> Your instructions
Pictures stay out; everything else in the entries below is to be duplicated exactly.
▽
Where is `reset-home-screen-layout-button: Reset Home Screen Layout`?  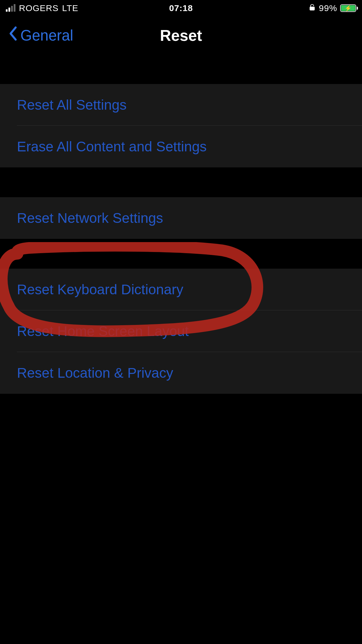
reset-home-screen-layout-button: Reset Home Screen Layout is located at coordinates (181, 331).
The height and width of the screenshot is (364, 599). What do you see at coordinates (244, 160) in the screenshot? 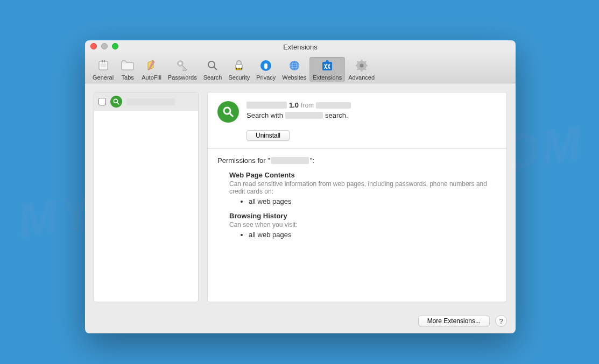
I see `perm-title-prefix: Permissions for "` at bounding box center [244, 160].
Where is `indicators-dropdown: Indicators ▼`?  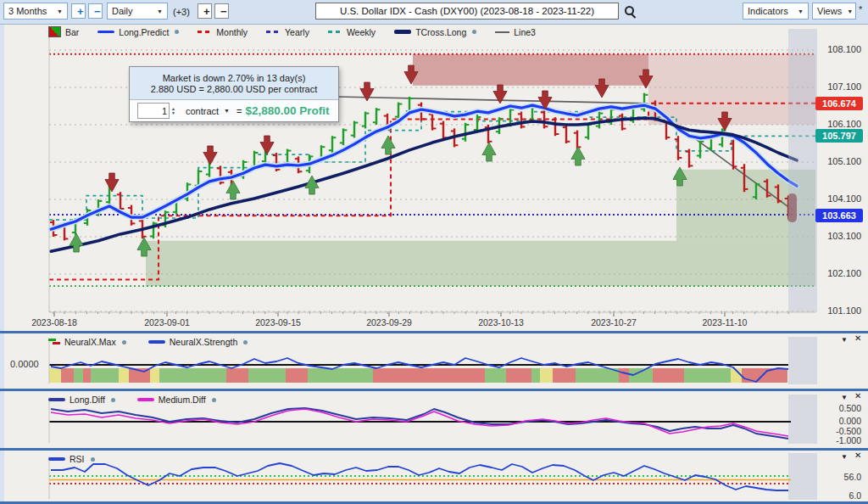
indicators-dropdown: Indicators ▼ is located at coordinates (776, 11).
△
> Solution below
Where is `reset-home-screen-layout-button: Reset Home Screen Layout`?  
reset-home-screen-layout-button: Reset Home Screen Layout is located at coordinates (181, 331).
The height and width of the screenshot is (364, 599). What do you see at coordinates (244, 160) in the screenshot? 
I see `perm-title-prefix: Permissions for "` at bounding box center [244, 160].
Where is `indicators-dropdown: Indicators ▼`?  
indicators-dropdown: Indicators ▼ is located at coordinates (776, 11).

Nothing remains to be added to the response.